How digital will insurers become? To what extent will target pricing for individuals become standard for certain types of insurance coverage? These are two of the many questions I’m discussing with insurance leaders and other ecosystem stakeholders these days.

While the greatest share of the budgets of insurers still go to digitizing the analog world, discussions about disruptive elements of digital transformations are taking place every day. Big Data and telematics are opening tremendous opportunities, but on the other hand, the traditional business model of insurers is coming under pressure.

The traditional idea behind insurance is that insured individuals cover risk by sharing it with a community or group of people. Sophisticated empirical as well as predictive models ensure that the risk taken by the insurer is affordable. But in the end, the economic principle is a very simple one: premiums paid by individuals not affected by any incident will be used to cover incidents happening anywhere in the risk sharing community. In the future, individual target pricing might change the paradigm in some insurance areas such as healthcare. Also concepts like pay-as-you-drive will substitute part of today’s traditional car insurance.

How far will it go? If we look to what has happened in the banking industry over the last years, insurers still have a way to go before becoming true digital shapers. How insurers take up this challenge surely will impact our lives. Depending on how they will digitally transform, our society itself will transform. That’s why this is a very sensitive and highly important question on which stakeholders need to act responsible. As I see it, discussions are taking place now and it will be a question of time until we’ll see a first disruptive bold move in the insurance industry.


(ACTION ITEM): Restate the entries below in full, exactly as they read, but without pictures.

(Referring expression grounding data)
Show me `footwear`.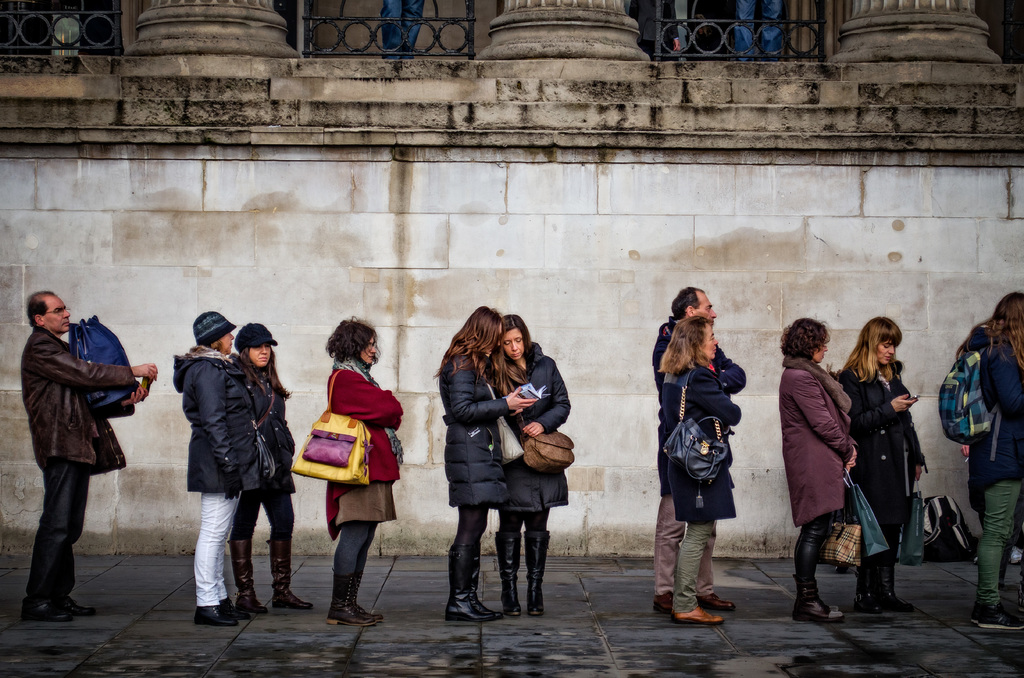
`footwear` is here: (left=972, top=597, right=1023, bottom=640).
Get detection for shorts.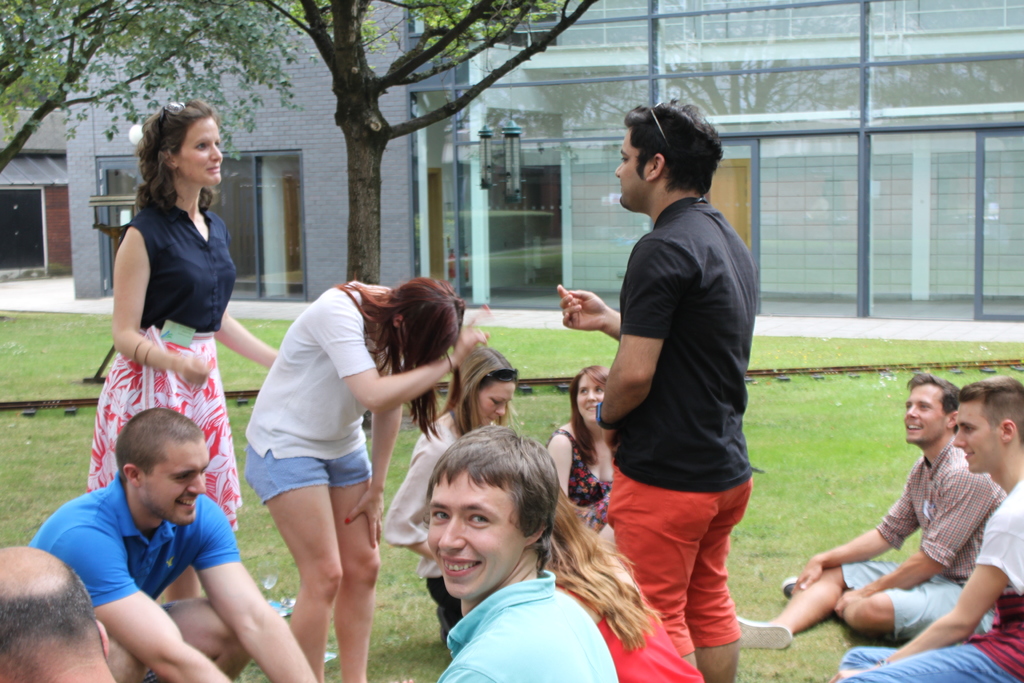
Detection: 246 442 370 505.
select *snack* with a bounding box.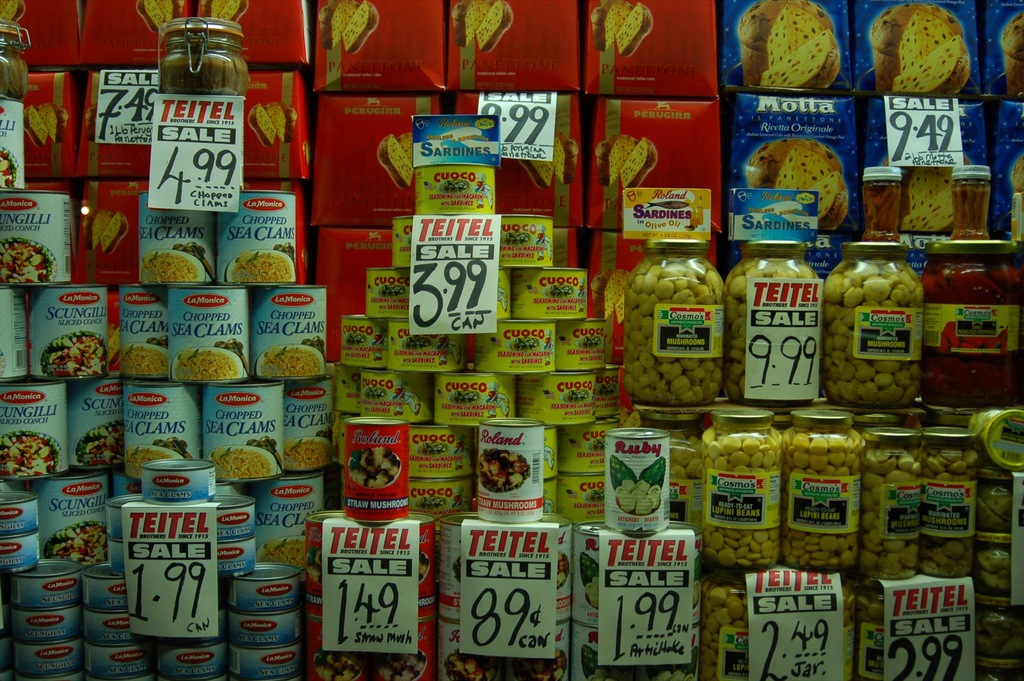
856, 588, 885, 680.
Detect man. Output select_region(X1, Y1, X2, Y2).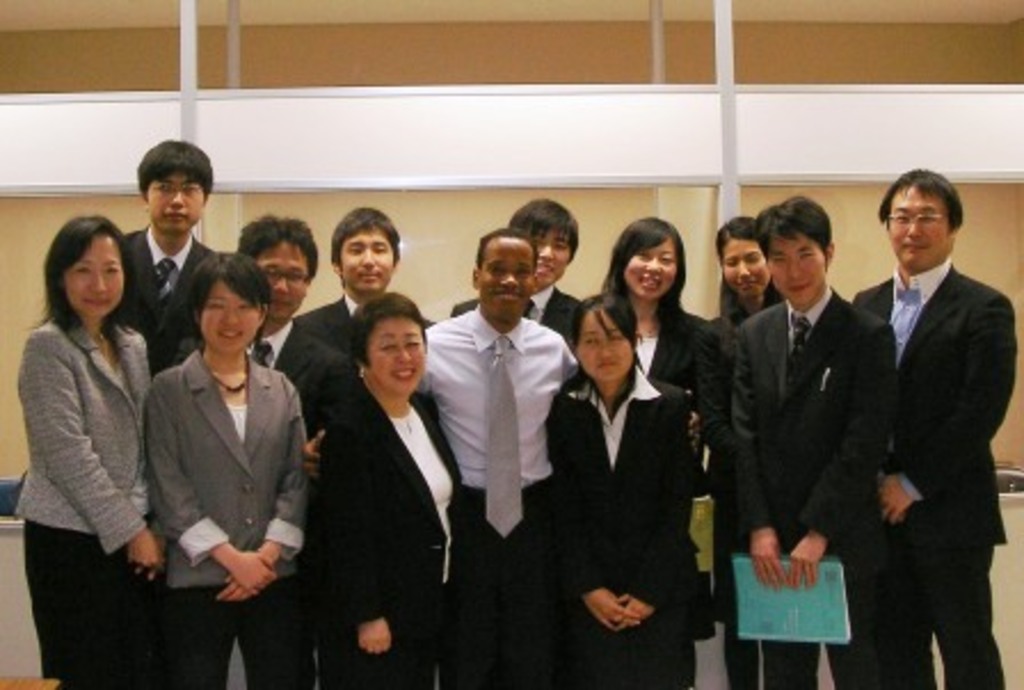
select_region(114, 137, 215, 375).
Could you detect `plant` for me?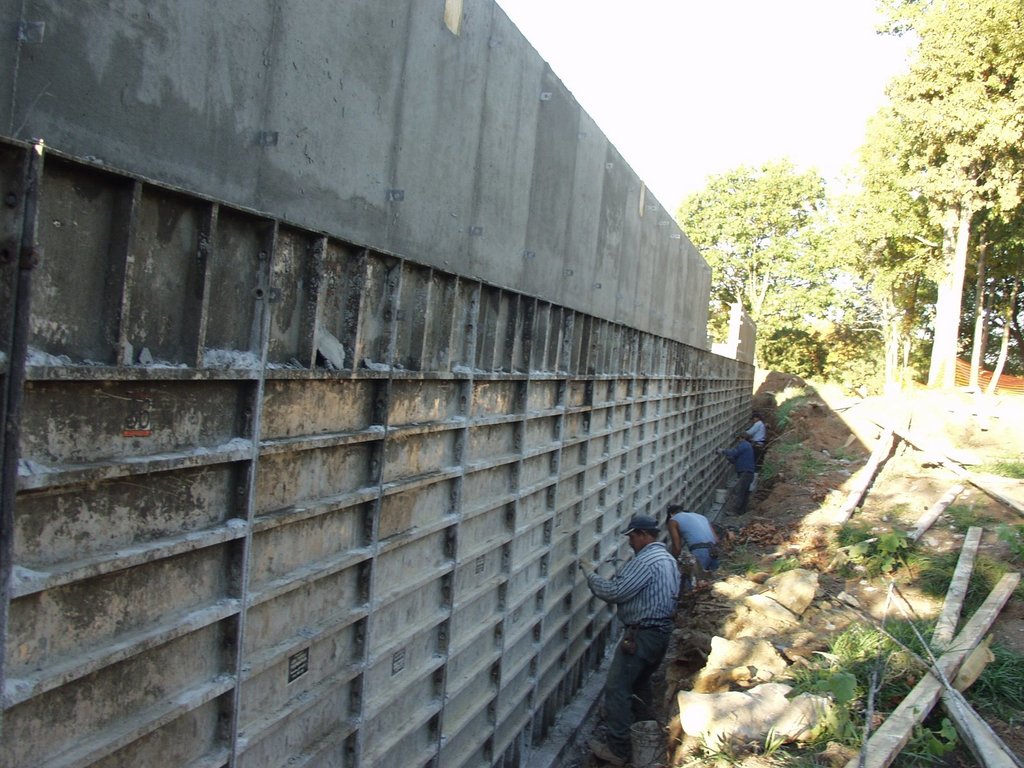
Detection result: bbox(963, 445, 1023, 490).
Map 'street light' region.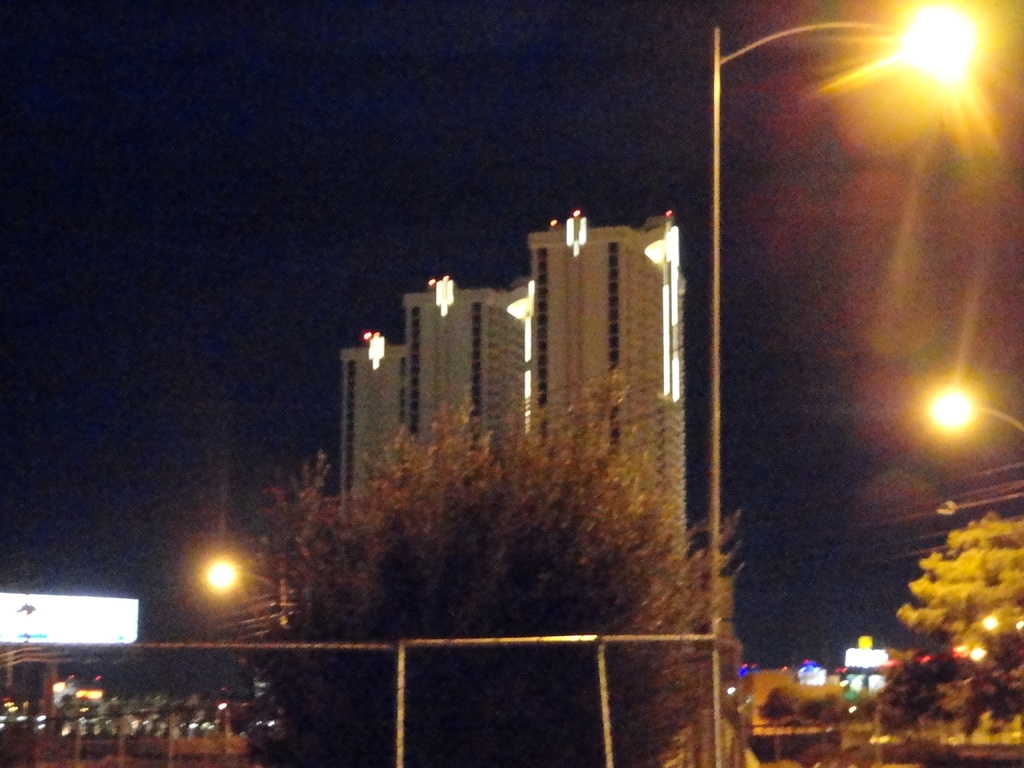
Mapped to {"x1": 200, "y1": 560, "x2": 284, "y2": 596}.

(OUTPUT OF THE EXERCISE):
Show me `footwear`.
`footwear` is here: (left=972, top=597, right=1023, bottom=640).
Get detection for shorts.
Detection: 246 442 370 505.
select *snack* with a bounding box.
856, 588, 885, 680.
Detect man. Output select_region(X1, Y1, X2, Y2).
select_region(114, 137, 215, 375).
Could you detect `plant` for me?
Detection result: bbox(963, 445, 1023, 490).
Map 'street light' region.
Mapped to {"x1": 200, "y1": 560, "x2": 284, "y2": 596}.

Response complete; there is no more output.